How to handle hecklers

Published January 21, 2004 4:00PM (EST)

Congratulations Dale Ungerer, Iowa retiree. You're responsible for Howard Dean's dismal third place showing in Iowa. At least that's what some pundits are saying.

Ungerer is the card-carrying Republican who, just days before the caucuses, stood up at a town hall-style meeting and lectured Dean on being "pompous" and too hard on President Bush. Dean answered him, but Ungerer continued his harangue. When Dean told the retiree to "sit down," his supporters cheered and Ungerer scurried out with a large press contingent in tow, anxious to detail the mysterious man who had tapped into Dean's much-talked about anger.

This morning in the Wall Street Journal, both John Harwood and Fred Barnes pointed to the Ungerer episode as a telling example of how Dean turned off Iowa voters. Harwood called Dean's action's "graceless," while GOP-friendly columnist Barnes insisted candidates Sen. John Kerry, Sen. John Edwards or Rep. Dick Gephardt might have simply ignored Ungerer's outburst. Interestingly, Barnes didn't mention Ret. Gen. Wesley Clark, although a nearly identical episode happened to him recently; a Bush supporter lectured Clark, and Clark told him to sit down and be quiet. The press never made a peep though, because there is no established narrative about Clark being "angry." The anecdote was of no use to the political press corps.

Nonetheless, here's a warning for Democratic candidates: If a Republican partisan stands up at one of your events and starts to lecture you, turn the other cheek and let him ramble on. The etiquette police in the press may be watching.


By Eric Boehlert

Eric Boehlert, a former senior writer for Salon, is the author of "Lapdogs: How the Press Rolled Over for Bush."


**Requirement**
Determine the number of lines below that contain "Returned". Write nothing but that number.

Items from a data source:
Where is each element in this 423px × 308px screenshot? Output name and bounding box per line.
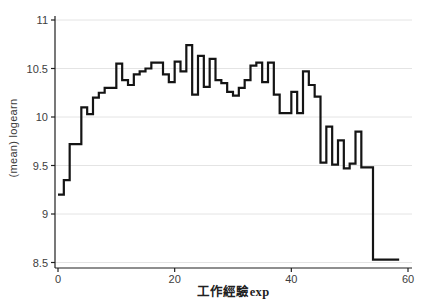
- y-tick-label: 11: [37, 14, 48, 26]
- step-series: [58, 45, 399, 259]
- y-tick-label: 10.5: [27, 63, 48, 75]
- x-tick-label: 0: [55, 273, 61, 285]
- y-tick-label: 10: [36, 111, 48, 123]
- y-tick-label: 8.5: [33, 257, 48, 269]
- x-axis-label: 工作經驗exp: [133, 281, 333, 300]
- x-tick-label: 60: [402, 273, 414, 285]
- y-axis-label: (mean) logearn: [7, 38, 19, 238]
- y-tick-label: 9: [42, 208, 48, 220]
- step-chart: 8.599.51010.5110204060: [0, 0, 423, 308]
- chart-figure: 8.599.51010.5110204060 (mean) logearn 工作…: [0, 0, 423, 308]
- y-tick-label: 9.5: [33, 160, 48, 172]
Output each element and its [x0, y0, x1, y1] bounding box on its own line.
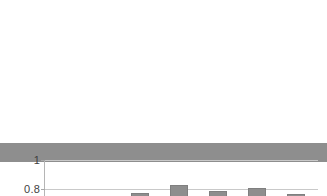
y-tick-label-0-8: 0.8 [0, 184, 40, 195]
x-axis-ticks [44, 143, 318, 196]
bar-chart: 1 0.8 0.6 0.4 0.2 0 pre op 1 week [0, 143, 327, 162]
y-tick-label-1: 1 [0, 155, 40, 166]
y-axis-ticks: 1 0.8 0.6 0.4 0.2 0 [0, 143, 40, 196]
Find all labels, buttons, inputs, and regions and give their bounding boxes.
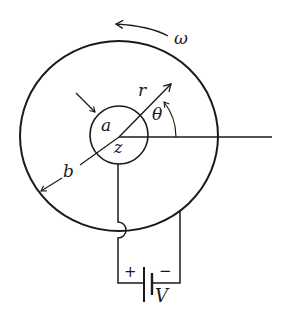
- battery-minus-label: −: [159, 262, 172, 280]
- r-label: r: [138, 80, 147, 100]
- omega-label: ω: [174, 28, 188, 48]
- radius-a-arrow-icon: [76, 93, 95, 112]
- b-label: b: [63, 161, 74, 181]
- battery-plus-label: +: [124, 263, 137, 281]
- a-label: a: [101, 115, 111, 135]
- outer-cylinder: [20, 41, 218, 231]
- rotation-arrow-icon: [116, 24, 168, 36]
- voltage-label: V: [155, 285, 170, 306]
- z-label: z: [113, 138, 123, 157]
- coaxial-cylinder-diagram: ω r b θ a z + − V: [0, 0, 285, 315]
- radius-b-arrow-icon: [41, 178, 62, 191]
- theta-label: θ: [152, 104, 162, 124]
- angle-arc-icon: [164, 102, 176, 137]
- diagram-canvas: ω r b θ a z + − V: [0, 0, 285, 315]
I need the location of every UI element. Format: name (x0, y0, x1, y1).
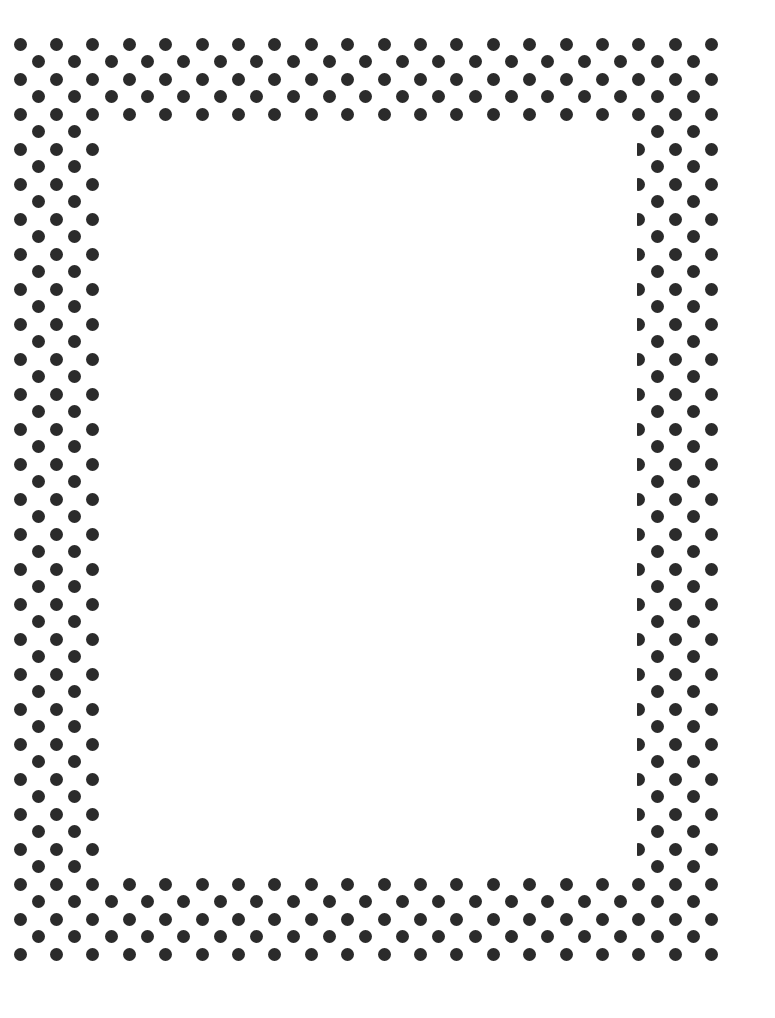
polka-dot (687, 440, 700, 453)
polka-dot (541, 55, 554, 68)
polka-dot (505, 55, 518, 68)
polka-dot (651, 545, 664, 558)
polka-dot (268, 38, 281, 51)
polka-dot (86, 248, 99, 261)
polka-dot (50, 773, 63, 786)
polka-dot (287, 930, 300, 943)
polka-dot (414, 73, 427, 86)
polka-dot (86, 143, 99, 156)
polka-dot (250, 90, 263, 103)
polka-dot (32, 755, 45, 768)
polka-dot (177, 55, 190, 68)
polka-dot (669, 773, 682, 786)
polka-dot (105, 55, 118, 68)
polka-dot (560, 948, 573, 961)
polka-dot (50, 143, 63, 156)
polka-dot (687, 265, 700, 278)
polka-dot (705, 493, 718, 506)
polka-dot (32, 335, 45, 348)
polka-dot (50, 248, 63, 261)
polka-dot (159, 913, 172, 926)
polka-dot (505, 90, 518, 103)
polka-dot (359, 90, 372, 103)
polka-dot (669, 633, 682, 646)
polka-dot (651, 685, 664, 698)
polka-dot (669, 878, 682, 891)
polka-dot (177, 90, 190, 103)
polka-dot (705, 843, 718, 856)
polka-dot (560, 913, 573, 926)
polka-dot (32, 580, 45, 593)
polka-dot (469, 55, 482, 68)
polka-dot (523, 38, 536, 51)
polka-dot (341, 878, 354, 891)
polka-dot (50, 283, 63, 296)
polka-dot (687, 825, 700, 838)
polka-dot (68, 55, 81, 68)
polka-dot (705, 773, 718, 786)
polka-dot (86, 493, 99, 506)
polka-dot (541, 895, 554, 908)
polka-dot (50, 423, 63, 436)
polka-dot (705, 948, 718, 961)
polka-dot (705, 38, 718, 51)
polka-dot (669, 808, 682, 821)
polka-dot (396, 90, 409, 103)
polka-dot (414, 108, 427, 121)
polka-dot (268, 108, 281, 121)
polka-dot (596, 878, 609, 891)
polka-dot (378, 913, 391, 926)
polka-dot (68, 510, 81, 523)
polka-dot (86, 808, 99, 821)
polka-dot (651, 195, 664, 208)
polka-dot (705, 143, 718, 156)
polka-dot (414, 948, 427, 961)
polka-dot (669, 423, 682, 436)
polka-dot (687, 405, 700, 418)
polka-dot (86, 633, 99, 646)
polka-dot (578, 90, 591, 103)
polka-dot (705, 178, 718, 191)
polka-dot (287, 55, 300, 68)
blank-inner-area (105, 125, 637, 870)
polka-dot (86, 913, 99, 926)
polka-dot (123, 878, 136, 891)
polka-dot (305, 73, 318, 86)
polka-dot (705, 563, 718, 576)
polka-dot (359, 895, 372, 908)
polka-dot (32, 860, 45, 873)
polka-dot (450, 38, 463, 51)
polka-dot (651, 895, 664, 908)
polka-dot (14, 143, 27, 156)
polka-dot (341, 108, 354, 121)
polka-dot (159, 73, 172, 86)
polka-dot (651, 440, 664, 453)
polka-dot (705, 528, 718, 541)
polka-dot (705, 703, 718, 716)
polka-dot (687, 160, 700, 173)
polka-dot (705, 808, 718, 821)
polka-dot (651, 580, 664, 593)
polka-dot (669, 598, 682, 611)
polka-dot (214, 930, 227, 943)
polka-dot (86, 423, 99, 436)
polka-dot (14, 283, 27, 296)
polka-dot (469, 930, 482, 943)
polka-dot (705, 738, 718, 751)
polka-dot (68, 615, 81, 628)
polka-dot (632, 913, 645, 926)
polka-dot (32, 90, 45, 103)
polka-dot (68, 90, 81, 103)
polka-dot (68, 475, 81, 488)
polka-dot (14, 248, 27, 261)
polka-dot (578, 930, 591, 943)
polka-dot (378, 38, 391, 51)
polka-dot (50, 38, 63, 51)
polka-dot (305, 948, 318, 961)
polka-dot (32, 405, 45, 418)
polka-dot (14, 808, 27, 821)
polka-dot (86, 773, 99, 786)
polka-dot (323, 930, 336, 943)
polka-dot (32, 825, 45, 838)
polka-dot (14, 668, 27, 681)
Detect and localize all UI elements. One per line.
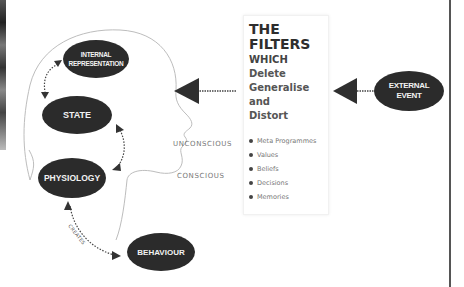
bullet-icon (249, 139, 253, 143)
filters-list-item: Values (249, 148, 316, 162)
filters-list-item: Beliefs (249, 162, 316, 176)
ir-state-dotted-arrow (44, 64, 58, 92)
node-label-line2: REPRESENTATION (69, 59, 124, 68)
node-internal-representation: INTERNAL REPRESENTATION (63, 40, 129, 78)
node-label-line1: INTERNAL (81, 50, 111, 59)
node-state: STATE (42, 96, 112, 134)
arrowhead-icon (112, 251, 121, 260)
bullet-icon (249, 167, 253, 171)
node-label-line2: EVENT (396, 91, 421, 101)
node-label: STATE (63, 110, 91, 120)
filters-sub-generalise: Generalise (249, 80, 309, 95)
arrowhead-icon (112, 163, 121, 171)
filters-sub-which: WHICH (249, 52, 288, 67)
filters-list: Meta Programmes Values Beliefs Decisions… (249, 134, 316, 204)
node-physiology: PHYSIOLOGY (38, 158, 106, 198)
node-label: PHYSIOLOGY (44, 173, 100, 183)
filters-list-item: Memories (249, 190, 316, 204)
bullet-icon (249, 181, 253, 185)
filters-list-item: Decisions (249, 176, 316, 190)
filters-sub-and: and (249, 94, 270, 109)
bullet-icon (249, 195, 253, 199)
big-left-arrowhead-icon (174, 78, 199, 104)
big-left-arrowhead-icon (333, 78, 357, 104)
arrowhead-icon (41, 92, 49, 99)
arrowhead-icon (64, 201, 72, 210)
arrowhead-icon (116, 124, 124, 133)
filters-sub-distort: Distort (249, 108, 288, 123)
node-label-line1: EXTERNAL (389, 81, 430, 91)
filters-list-item: Meta Programmes (249, 134, 316, 148)
node-external-event: EXTERNAL EVENT (374, 71, 444, 111)
filters-sub-delete: Delete (249, 66, 286, 81)
filters-title-line2: FILTERS (249, 37, 310, 52)
node-behaviour: BEHAVIOUR (127, 233, 195, 271)
bullet-icon (249, 153, 253, 157)
filters-title-line1: THE (249, 22, 310, 37)
state-physiology-dotted-arrow (118, 130, 124, 166)
filters-title: THE FILTERS (249, 22, 310, 52)
zone-label-conscious: CONSCIOUS (177, 172, 225, 180)
zone-label-unconscious: UNCONSCIOUS (173, 140, 232, 148)
node-label: BEHAVIOUR (137, 248, 184, 257)
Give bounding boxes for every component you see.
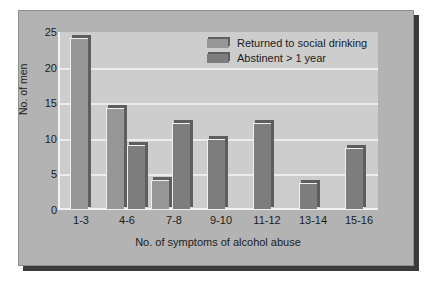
series-2-swatch [207, 54, 229, 63]
legend-label-series-1: Returned to social drinking [237, 37, 367, 49]
bar-fill [151, 180, 170, 210]
y-tick-label-0: 0 [17, 205, 57, 216]
bar-fill [299, 183, 318, 210]
bar-fill [172, 123, 191, 210]
bar-1-3-series-1 [70, 38, 89, 210]
x-tick-label-4-6: 4-6 [119, 214, 135, 226]
x-tick-label-1-3: 1-3 [73, 214, 89, 226]
y-tick-label-15: 15 [17, 98, 57, 109]
x-tick-label-15-16: 15-16 [345, 214, 373, 226]
x-tick-label-9-10: 9-10 [210, 214, 232, 226]
bar-4-6-series-2 [127, 145, 146, 210]
bar-group-7-8 [149, 32, 195, 210]
legend-label-series-2: Abstinent > 1 year [237, 52, 326, 64]
bar-fill [70, 38, 89, 210]
bar-7-8-series-1 [151, 180, 170, 210]
bar-7-8-series-2 [172, 123, 191, 210]
bar-fill [106, 108, 125, 210]
bar-group-4-6 [104, 32, 150, 210]
bar-group-1-3 [58, 32, 104, 210]
bar-fill [127, 145, 146, 210]
bar-4-6-series-1 [106, 108, 125, 210]
x-tick-label-11-12: 11-12 [253, 214, 280, 226]
bar-15-16-series-2 [345, 148, 364, 210]
bar-11-12-series-2 [253, 123, 272, 210]
bar-fill [345, 148, 364, 210]
figure-frame: No. of men 25 20 15 10 5 0 1-3 4-6 7-8 9… [18, 10, 414, 266]
bar-fill [253, 123, 272, 210]
y-tick-label-25: 25 [17, 27, 57, 38]
x-axis-title: No. of symptoms of alcohol abuse [58, 236, 378, 248]
bar-9-10-series-2 [207, 139, 226, 210]
series-1-swatch [207, 39, 229, 48]
legend-item-returned-to-social-drinking: Returned to social drinking [207, 37, 367, 49]
legend-item-abstinent-over-1-year: Abstinent > 1 year [207, 52, 367, 64]
y-tick-label-20: 20 [17, 62, 57, 73]
chart-legend: Returned to social drinking Abstinent > … [207, 37, 367, 67]
bar-13-14-series-2 [299, 183, 318, 210]
y-tick-label-10: 10 [17, 133, 57, 144]
x-tick-label-7-8: 7-8 [166, 214, 182, 226]
x-tick-label-13-14: 13-14 [299, 214, 327, 226]
bar-fill [207, 139, 226, 210]
y-tick-label-5: 5 [17, 169, 57, 180]
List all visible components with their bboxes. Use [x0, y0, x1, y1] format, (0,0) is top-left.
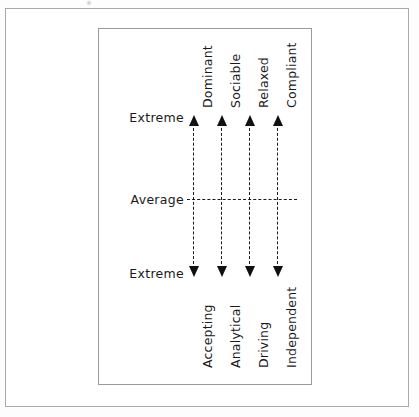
arrow-down-icon [273, 266, 283, 277]
arrow-down-icon [189, 266, 199, 277]
scale-label-extreme-top: Extreme [106, 110, 184, 125]
pole-label-top-compliance: Compliant [284, 42, 299, 108]
arrow-down-icon [245, 266, 255, 277]
axis-dashed-line [277, 123, 278, 269]
scan-artifact [86, 0, 92, 6]
continuum-axis-dominance [185, 117, 203, 275]
pole-label-bottom-dominance: Accepting [200, 304, 215, 368]
diagram-canvas: Extreme Average Extreme Dominant Accepti… [0, 0, 419, 417]
scale-label-average: Average [106, 192, 184, 207]
pole-label-bottom-relaxation: Driving [256, 322, 271, 368]
continuum-axis-compliance [269, 117, 287, 275]
pole-label-bottom-compliance: Independent [284, 287, 299, 368]
scale-label-extreme-bottom: Extreme [106, 266, 184, 281]
continuum-axis-relaxation [241, 117, 259, 275]
arrow-down-icon [217, 266, 227, 277]
pole-label-top-dominance: Dominant [200, 45, 215, 108]
axis-dashed-line [221, 123, 222, 269]
pole-label-top-sociability: Sociable [228, 54, 243, 108]
axis-dashed-line [249, 123, 250, 269]
pole-label-top-relaxation: Relaxed [256, 57, 271, 108]
continuum-axis-sociability [213, 117, 231, 275]
axis-dashed-line [193, 123, 194, 269]
pole-label-bottom-sociability: Analytical [228, 305, 243, 368]
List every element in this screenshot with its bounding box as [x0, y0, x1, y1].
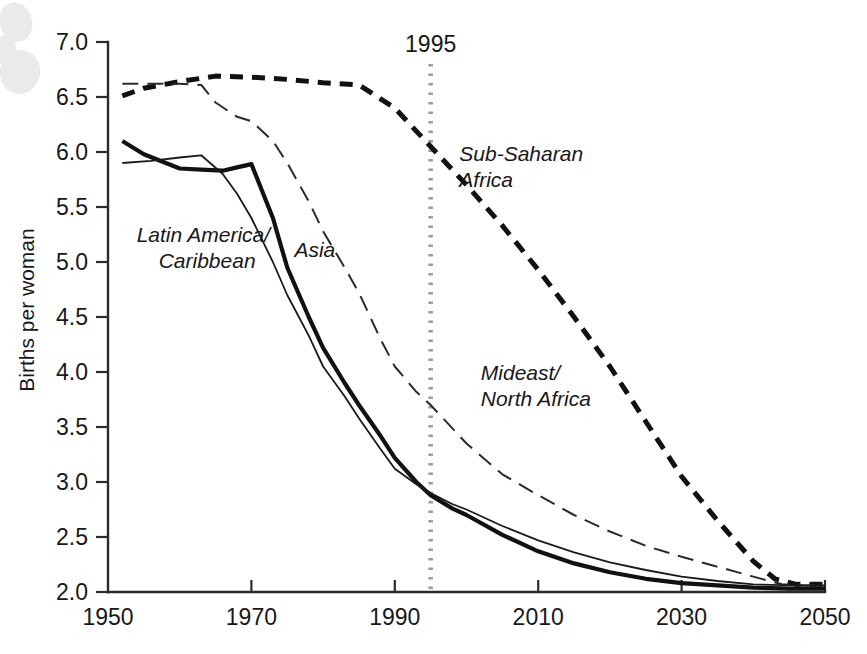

**Task answer**
3